The effective federal income tax rate for the 400 highest-income Americans — those with average income above $200 million annually — was approximately 23 percent in the most recent years for which data is available, according to analysis by Piketty, Saez, and Zucman. This rate is comparable to or lower than effective rates paid by many middle-class families, reflecting the composition of ultra-high-income households' income (mostly capital gains and unrealized appreciation) rather than any mechanical tax structure.
The specific distortion of the "buy, borrow, die" strategy — using appreciated assets as collateral for loans rather than realizing gains (thus incurring no tax), and holding assets until death (when the stepped-up basis rules reset the cost basis to the date-of-death value, eliminating any capital gains tax) — allows wealthy families to extract current consumption from appreciated assets without ever recognizing them as taxable income. This is not a loophole in the conventional sense; it is a structural feature of the tax code that has been explicitly designed and legislatively protected.
Metaculus forecasts a 29 percent probability that the US will adopt a wealth tax or a minimum effective tax rate on very high income households comparable to Saez and Zucman's proposed 25 percent minimum — a structural rather than marginal reform — before 2030. Twenty-nine percent is probably about right: the policy proposal has significant academic support, some political backing, and a concentrated and powerful opposition.

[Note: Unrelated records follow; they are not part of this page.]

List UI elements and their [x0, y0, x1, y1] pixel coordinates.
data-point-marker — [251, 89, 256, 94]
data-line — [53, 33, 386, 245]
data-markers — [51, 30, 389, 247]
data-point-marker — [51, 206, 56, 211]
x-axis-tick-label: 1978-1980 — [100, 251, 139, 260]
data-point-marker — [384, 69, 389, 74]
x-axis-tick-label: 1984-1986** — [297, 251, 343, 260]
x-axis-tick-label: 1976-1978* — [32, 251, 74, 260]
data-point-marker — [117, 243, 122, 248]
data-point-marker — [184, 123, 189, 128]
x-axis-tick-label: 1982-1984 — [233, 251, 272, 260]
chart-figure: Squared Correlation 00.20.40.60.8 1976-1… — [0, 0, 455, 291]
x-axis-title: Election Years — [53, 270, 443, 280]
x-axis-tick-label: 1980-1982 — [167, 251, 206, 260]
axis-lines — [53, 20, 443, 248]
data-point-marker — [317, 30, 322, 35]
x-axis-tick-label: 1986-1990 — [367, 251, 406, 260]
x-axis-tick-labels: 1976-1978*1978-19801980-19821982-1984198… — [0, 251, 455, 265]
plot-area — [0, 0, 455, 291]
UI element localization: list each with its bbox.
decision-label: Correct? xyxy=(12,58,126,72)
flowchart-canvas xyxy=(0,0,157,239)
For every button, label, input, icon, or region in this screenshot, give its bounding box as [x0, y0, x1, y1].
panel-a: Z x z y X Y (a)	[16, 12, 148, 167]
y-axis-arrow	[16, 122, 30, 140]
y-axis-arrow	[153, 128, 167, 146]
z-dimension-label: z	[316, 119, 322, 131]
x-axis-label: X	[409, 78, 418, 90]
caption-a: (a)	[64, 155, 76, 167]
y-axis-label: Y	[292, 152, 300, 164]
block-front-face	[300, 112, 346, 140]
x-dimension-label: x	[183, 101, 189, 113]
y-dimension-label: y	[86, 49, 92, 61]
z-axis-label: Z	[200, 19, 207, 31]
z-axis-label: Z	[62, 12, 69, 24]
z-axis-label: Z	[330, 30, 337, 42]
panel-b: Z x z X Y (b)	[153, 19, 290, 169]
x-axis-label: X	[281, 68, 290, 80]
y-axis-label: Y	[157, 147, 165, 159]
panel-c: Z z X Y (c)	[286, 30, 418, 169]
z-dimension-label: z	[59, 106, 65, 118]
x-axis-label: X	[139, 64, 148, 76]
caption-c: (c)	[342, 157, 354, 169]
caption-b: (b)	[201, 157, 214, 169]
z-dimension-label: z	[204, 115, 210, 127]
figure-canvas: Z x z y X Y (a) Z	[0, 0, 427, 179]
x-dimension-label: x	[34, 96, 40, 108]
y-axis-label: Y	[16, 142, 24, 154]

What the political responses have actually done
The political responses to increasing inequality over the past twenty years have been extensive in their stated ambitions and modest in their structural effects.
The Affordable Care Act reduced inequality in healthcare access, which is a real and significant equity achievement. The American Rescue Plan's expanded Child Tax Credit reduced child poverty rates to historic lows — temporarily, before it lapsed. The Inflation Reduction Act's clean energy investments and drug price negotiations will have modest redistributive effects over time.
None of these interventions has significantly altered the structural drivers of inequality: labor market institutions, capital income taxation, asset accumulation dynamics. They have ameliorated the symptoms while leaving the underlying mechanisms intact.
The political economy of structural change is unfavorable. The wealthy have more political access, more information, and more organizational capacity than any other interest group; they exercise that access consistently and effectively. The politicians who have proposed structural redistribution have generally been unable to sustain the coalition necessary to enact it against sustained elite opposition.
Kalshi was trading a contract on whether any G7 country will enact a comprehensive wealth tax before 2028 at 26 percent. The directional movement toward greater taxation of wealth is visible; the enacted policy changes remain modest.
Elena Vasquez is a contributing writer at The Auguro covering education, labor markets, and inequality.